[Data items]
= Beginning of Section =
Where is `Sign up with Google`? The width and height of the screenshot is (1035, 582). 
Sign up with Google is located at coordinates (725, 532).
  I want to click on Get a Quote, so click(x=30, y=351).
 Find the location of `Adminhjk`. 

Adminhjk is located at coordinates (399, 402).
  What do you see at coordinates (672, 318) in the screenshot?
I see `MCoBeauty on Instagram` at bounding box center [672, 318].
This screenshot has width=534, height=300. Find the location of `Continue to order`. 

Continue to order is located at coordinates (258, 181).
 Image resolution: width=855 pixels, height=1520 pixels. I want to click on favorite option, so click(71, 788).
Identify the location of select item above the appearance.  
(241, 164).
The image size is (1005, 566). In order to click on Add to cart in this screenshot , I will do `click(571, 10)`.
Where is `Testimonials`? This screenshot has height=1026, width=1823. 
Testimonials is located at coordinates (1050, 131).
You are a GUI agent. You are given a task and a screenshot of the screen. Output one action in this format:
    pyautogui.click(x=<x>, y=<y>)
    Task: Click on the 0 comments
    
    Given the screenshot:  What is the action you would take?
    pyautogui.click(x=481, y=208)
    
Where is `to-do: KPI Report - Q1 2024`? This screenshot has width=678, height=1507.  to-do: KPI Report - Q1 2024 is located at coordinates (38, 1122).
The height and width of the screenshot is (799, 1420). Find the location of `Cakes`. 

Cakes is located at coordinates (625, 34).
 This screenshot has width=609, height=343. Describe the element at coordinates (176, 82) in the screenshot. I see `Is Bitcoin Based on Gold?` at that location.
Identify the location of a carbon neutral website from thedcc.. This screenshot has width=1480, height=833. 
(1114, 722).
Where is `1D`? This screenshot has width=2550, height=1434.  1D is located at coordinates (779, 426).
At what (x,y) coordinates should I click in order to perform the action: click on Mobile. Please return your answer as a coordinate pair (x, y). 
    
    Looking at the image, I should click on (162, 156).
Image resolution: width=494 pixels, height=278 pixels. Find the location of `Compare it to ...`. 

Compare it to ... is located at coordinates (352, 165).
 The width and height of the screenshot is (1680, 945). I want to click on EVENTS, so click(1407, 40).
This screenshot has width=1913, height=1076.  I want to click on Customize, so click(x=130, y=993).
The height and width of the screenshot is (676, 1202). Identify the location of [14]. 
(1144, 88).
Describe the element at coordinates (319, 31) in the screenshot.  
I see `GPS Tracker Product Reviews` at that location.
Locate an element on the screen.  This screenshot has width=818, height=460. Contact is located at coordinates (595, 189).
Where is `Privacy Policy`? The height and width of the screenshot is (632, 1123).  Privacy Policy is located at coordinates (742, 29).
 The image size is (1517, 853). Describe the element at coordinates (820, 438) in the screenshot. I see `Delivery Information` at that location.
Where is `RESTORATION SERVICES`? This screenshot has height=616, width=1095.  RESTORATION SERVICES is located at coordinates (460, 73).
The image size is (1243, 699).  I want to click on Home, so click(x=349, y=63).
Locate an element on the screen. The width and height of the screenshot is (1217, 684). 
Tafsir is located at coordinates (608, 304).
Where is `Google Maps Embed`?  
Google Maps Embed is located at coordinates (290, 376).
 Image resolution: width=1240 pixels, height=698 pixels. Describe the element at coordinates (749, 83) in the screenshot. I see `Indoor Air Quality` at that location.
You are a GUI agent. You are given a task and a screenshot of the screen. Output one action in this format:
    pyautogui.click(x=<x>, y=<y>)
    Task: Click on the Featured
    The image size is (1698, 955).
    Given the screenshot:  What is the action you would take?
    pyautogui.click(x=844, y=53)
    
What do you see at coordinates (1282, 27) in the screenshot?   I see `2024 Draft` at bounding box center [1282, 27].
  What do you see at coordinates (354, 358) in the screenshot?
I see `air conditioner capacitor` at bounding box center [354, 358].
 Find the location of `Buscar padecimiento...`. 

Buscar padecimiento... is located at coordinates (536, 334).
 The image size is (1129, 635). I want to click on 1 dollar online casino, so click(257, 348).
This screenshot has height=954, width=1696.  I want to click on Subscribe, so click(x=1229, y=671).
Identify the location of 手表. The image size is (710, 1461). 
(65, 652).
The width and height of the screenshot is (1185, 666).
= End of Section =
Work instructions: For this exercise, please copy exactly the lines from the one holding "Describe the element at coordinates (319, 31)" through the end of the records, the first and last included.

Solved exercise:
Describe the element at coordinates (319, 31) in the screenshot.  
I see `GPS Tracker Product Reviews` at that location.
Locate an element on the screen.  This screenshot has width=818, height=460. Contact is located at coordinates (595, 189).
Where is `Privacy Policy`? The height and width of the screenshot is (632, 1123).  Privacy Policy is located at coordinates (742, 29).
 The image size is (1517, 853). Describe the element at coordinates (820, 438) in the screenshot. I see `Delivery Information` at that location.
Where is `RESTORATION SERVICES`? This screenshot has height=616, width=1095.  RESTORATION SERVICES is located at coordinates (460, 73).
The image size is (1243, 699).  I want to click on Home, so click(x=349, y=63).
Locate an element on the screen. The width and height of the screenshot is (1217, 684). 
Tafsir is located at coordinates (608, 304).
Where is `Google Maps Embed`?  
Google Maps Embed is located at coordinates (290, 376).
 Image resolution: width=1240 pixels, height=698 pixels. Describe the element at coordinates (749, 83) in the screenshot. I see `Indoor Air Quality` at that location.
You are a GUI agent. You are given a task and a screenshot of the screen. Output one action in this format:
    pyautogui.click(x=<x>, y=<y>)
    Task: Click on the Featured
    The image size is (1698, 955).
    Given the screenshot:  What is the action you would take?
    pyautogui.click(x=844, y=53)
    
What do you see at coordinates (1282, 27) in the screenshot?   I see `2024 Draft` at bounding box center [1282, 27].
  What do you see at coordinates (354, 358) in the screenshot?
I see `air conditioner capacitor` at bounding box center [354, 358].
 Find the location of `Buscar padecimiento...`. 

Buscar padecimiento... is located at coordinates (536, 334).
 The image size is (1129, 635). I want to click on 1 dollar online casino, so click(257, 348).
This screenshot has height=954, width=1696.  I want to click on Subscribe, so click(x=1229, y=671).
Identify the location of 手表. The image size is (710, 1461). 
(65, 652).
The width and height of the screenshot is (1185, 666).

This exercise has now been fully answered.